What you have is an expression for every vector in the subspace in parametric form, with three parameters:
$$\begin{align*}
x_1 &= -2r + s\\
x_2 &=r\\
x_3 &=s\\
x_4 &=t
\end{align*}$$
with $r,s,t\in\mathbb{R}$, arbitrary.
To get a basis for the space, for each parameter, set that parameter equal to $1$ and the other parameters equal to $0$ to obtain a vector. Each parameter gives you a vector. So setting $r=1$ and $s=t=0$ gives you one vector; setting $s=1$ and $r=t=0$ gives you a second vector; setting $t=1$ and $r=s=0$ gives you a third.
Alternatively, you can try rewriting the parametric solution in vector form:
$$\left(\begin{array}{c}x_1\\x_2\\x_3\\x_4\end{array}\right) = \left(\begin{array}{c}-2r-s\\r\\s\\t\end{array}\right) = \left(\begin{array}{r}-2\\1\\0\\0\end{array}\right)r + \cdots$$
(I'll let you finish it up).
The null space of the matrix
$$\begin{bmatrix}
1 & 1 & -1 & -1 & 0 & 0 \\
1 & 1 & 0 & 0 & -1 & -1 \\
0 & 0 & 1 & 1 & -1 & -1 \\
\end{bmatrix}$$
is, by definition, the set of vectors $\mathbf{x}=(x_1,x_2,x_3,x_4,x_5,x_6)$ such that
\begin{align*}
x_1 + x_2 - x_3 - x_4 &= 0 \\
x_1 + x_2 - x_5 - x_6 &= 0 \\
x_3 + x_4 - x_5 - x_6 &= 0
\end{align*}
So, this is the vector space $V$ in question. The matrix has rank $2$, so the dimension of $V$ is $4$ by the Rank Nullity Theorem.
Thus, any $4$ linearly independent vectors in $V$ form a basis. A natural try is $$\{( 1, 1, 1, 1, 1, 1 ),(0, 0, 0, 0, 1, -1),( 0, 0, 1, -1, 0, 0 ),(1, -1, 0, 0, 0, 0)\}.$$ To prove that it is indeed a basis, we check that the matrix $$\begin{bmatrix}
1 & 1 & 1 & 1 & 1 & 1 \\
0 & 0 & 0 & 0 & 1 & -1 \\
0 & 0 & 1 & -1 & 0 & 0 \\
1 & -1 & 0 & 0 & 0 & 0 \\
\end{bmatrix}$$ has rank $4$ (e.g. by performing Gaussian elimination).
The column space of the transpose of the above matrix, i.e.
$$\begin{bmatrix}
1 & 0 & 0 & 1 \\
1 & 0 & 0 & -1 \\
1 & 0 & 1 & 0 \\
1 & 0 & -1 & 0 \\
1 & 1 & 0 & 0 \\
1 & -1 & 0 & 0 \\
\end{bmatrix},$$
will be $V$ (or, at least, will be isomorphic to $V$: all the vectors will be transposed); see Wikipedia.
Best Answer
Hint: Any $2$ additional vectors will do, as long as the resulting $4$ vectors form a linearly independent set. Many choices! I would go for a couple of very simple vectors, check for linear independence. Or check that you can express the standard basis vectors as linear combinations of your $4$ vectors.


● Work request: Set down, exactly as they appear, the line containing "Identify the location of input: Поиск." and all subsequent lines through the end of the material below.

● Listed records:
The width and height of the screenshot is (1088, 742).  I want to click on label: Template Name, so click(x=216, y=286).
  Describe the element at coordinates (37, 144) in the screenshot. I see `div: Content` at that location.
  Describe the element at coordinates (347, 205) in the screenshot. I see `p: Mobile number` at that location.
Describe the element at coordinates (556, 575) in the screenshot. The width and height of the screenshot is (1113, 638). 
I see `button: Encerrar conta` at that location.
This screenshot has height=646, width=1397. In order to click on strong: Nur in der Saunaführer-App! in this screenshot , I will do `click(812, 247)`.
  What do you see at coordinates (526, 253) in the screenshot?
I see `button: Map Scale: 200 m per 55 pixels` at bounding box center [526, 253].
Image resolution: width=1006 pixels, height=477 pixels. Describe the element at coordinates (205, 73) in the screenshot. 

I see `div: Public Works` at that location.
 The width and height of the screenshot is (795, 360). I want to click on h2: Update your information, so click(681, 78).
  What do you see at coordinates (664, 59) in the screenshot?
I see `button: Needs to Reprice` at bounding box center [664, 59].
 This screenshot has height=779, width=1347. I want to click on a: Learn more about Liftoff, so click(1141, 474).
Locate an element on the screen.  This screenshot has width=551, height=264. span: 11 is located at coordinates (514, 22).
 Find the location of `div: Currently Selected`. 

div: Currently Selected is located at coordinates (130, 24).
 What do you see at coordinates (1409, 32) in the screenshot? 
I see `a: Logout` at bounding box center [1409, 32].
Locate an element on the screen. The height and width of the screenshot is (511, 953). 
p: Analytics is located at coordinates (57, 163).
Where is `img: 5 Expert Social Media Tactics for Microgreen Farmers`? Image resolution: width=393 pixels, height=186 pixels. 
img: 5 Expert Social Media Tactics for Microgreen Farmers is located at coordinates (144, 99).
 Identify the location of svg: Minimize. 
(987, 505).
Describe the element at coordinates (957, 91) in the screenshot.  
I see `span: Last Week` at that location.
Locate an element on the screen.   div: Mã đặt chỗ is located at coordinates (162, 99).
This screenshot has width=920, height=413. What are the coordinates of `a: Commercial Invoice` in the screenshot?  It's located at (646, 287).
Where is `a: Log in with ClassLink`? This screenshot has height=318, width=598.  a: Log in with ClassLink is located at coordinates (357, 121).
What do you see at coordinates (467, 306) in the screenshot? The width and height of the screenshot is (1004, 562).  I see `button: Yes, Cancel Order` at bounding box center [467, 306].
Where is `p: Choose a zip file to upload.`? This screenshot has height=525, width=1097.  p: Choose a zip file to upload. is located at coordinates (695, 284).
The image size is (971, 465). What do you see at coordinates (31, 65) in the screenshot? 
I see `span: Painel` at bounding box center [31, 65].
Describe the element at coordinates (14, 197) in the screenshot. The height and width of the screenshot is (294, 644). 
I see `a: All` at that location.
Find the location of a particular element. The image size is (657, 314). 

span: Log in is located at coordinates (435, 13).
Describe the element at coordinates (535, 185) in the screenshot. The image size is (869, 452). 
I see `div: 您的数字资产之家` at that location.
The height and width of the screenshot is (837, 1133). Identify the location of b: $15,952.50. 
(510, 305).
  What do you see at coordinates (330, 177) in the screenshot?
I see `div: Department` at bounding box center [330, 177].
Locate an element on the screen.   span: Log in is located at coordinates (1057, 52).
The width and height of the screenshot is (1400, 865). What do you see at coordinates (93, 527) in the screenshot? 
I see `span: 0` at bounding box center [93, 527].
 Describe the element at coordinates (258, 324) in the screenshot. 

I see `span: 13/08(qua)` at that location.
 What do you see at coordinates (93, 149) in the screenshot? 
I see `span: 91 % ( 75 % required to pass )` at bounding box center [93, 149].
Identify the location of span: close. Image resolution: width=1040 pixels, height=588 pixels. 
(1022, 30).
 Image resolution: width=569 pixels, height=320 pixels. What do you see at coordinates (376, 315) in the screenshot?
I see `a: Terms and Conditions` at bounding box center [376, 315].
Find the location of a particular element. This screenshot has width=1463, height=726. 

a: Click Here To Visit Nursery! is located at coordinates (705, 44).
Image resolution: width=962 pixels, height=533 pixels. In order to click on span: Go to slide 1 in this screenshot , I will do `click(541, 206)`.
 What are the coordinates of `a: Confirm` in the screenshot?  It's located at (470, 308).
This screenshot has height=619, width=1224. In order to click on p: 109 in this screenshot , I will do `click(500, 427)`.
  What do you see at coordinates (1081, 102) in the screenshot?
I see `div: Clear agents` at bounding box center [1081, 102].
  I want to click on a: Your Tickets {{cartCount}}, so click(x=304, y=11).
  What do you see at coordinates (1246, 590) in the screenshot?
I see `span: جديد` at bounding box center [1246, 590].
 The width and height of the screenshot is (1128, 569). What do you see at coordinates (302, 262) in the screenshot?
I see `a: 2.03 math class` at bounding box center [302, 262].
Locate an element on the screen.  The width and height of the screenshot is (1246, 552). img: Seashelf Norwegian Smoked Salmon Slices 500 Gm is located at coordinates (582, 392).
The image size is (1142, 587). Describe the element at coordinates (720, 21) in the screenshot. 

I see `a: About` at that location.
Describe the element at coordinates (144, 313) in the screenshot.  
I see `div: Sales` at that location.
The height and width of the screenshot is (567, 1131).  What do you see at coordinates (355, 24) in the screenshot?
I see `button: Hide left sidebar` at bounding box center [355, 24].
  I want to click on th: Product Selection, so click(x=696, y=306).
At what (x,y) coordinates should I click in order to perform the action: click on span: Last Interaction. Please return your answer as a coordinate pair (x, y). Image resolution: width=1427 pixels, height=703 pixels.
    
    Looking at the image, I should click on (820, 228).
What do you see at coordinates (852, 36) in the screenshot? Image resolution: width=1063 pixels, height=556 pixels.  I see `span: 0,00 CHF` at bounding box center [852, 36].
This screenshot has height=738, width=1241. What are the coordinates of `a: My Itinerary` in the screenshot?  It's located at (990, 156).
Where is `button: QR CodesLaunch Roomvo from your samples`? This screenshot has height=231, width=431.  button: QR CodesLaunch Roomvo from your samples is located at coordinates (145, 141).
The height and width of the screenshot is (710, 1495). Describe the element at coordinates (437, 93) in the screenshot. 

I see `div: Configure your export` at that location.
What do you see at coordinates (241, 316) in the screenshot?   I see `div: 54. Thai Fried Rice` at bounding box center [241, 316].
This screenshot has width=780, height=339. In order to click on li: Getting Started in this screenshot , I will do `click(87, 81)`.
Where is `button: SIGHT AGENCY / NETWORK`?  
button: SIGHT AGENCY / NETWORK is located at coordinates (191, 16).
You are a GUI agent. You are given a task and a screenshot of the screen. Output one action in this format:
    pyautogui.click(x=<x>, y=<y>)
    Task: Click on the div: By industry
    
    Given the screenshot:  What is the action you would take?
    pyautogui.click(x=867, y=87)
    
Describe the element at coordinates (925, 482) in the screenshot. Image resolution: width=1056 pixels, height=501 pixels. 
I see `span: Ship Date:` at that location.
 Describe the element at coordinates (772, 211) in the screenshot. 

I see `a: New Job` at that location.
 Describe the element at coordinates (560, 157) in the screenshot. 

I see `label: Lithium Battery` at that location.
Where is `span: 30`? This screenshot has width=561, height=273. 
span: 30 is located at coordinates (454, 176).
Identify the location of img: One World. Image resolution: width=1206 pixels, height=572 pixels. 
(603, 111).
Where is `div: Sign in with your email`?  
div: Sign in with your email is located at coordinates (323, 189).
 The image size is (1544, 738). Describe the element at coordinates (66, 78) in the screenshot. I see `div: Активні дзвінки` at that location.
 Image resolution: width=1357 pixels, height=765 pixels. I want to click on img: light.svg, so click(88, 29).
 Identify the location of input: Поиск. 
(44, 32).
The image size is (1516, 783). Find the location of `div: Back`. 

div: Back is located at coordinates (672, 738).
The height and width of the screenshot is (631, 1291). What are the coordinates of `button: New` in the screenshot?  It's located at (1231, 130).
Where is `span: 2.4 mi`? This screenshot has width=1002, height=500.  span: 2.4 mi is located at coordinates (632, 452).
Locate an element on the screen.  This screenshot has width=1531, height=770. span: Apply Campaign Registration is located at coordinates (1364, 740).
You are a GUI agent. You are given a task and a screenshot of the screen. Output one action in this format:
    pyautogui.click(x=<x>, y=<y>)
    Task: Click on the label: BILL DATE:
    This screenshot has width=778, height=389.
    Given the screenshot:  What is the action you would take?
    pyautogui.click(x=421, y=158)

● Answer box:
 Identify the location of input: Поиск. 
(44, 32).
The image size is (1516, 783). Find the location of `div: Back`. 

div: Back is located at coordinates (672, 738).
The height and width of the screenshot is (631, 1291). What are the coordinates of `button: New` in the screenshot?  It's located at (1231, 130).
Where is `span: 2.4 mi`? This screenshot has width=1002, height=500.  span: 2.4 mi is located at coordinates (632, 452).
Locate an element on the screen.  This screenshot has width=1531, height=770. span: Apply Campaign Registration is located at coordinates (1364, 740).
You are a GUI agent. You are given a task and a screenshot of the screen. Output one action in this format:
    pyautogui.click(x=<x>, y=<y>)
    Task: Click on the label: BILL DATE:
    This screenshot has width=778, height=389.
    Given the screenshot:  What is the action you would take?
    pyautogui.click(x=421, y=158)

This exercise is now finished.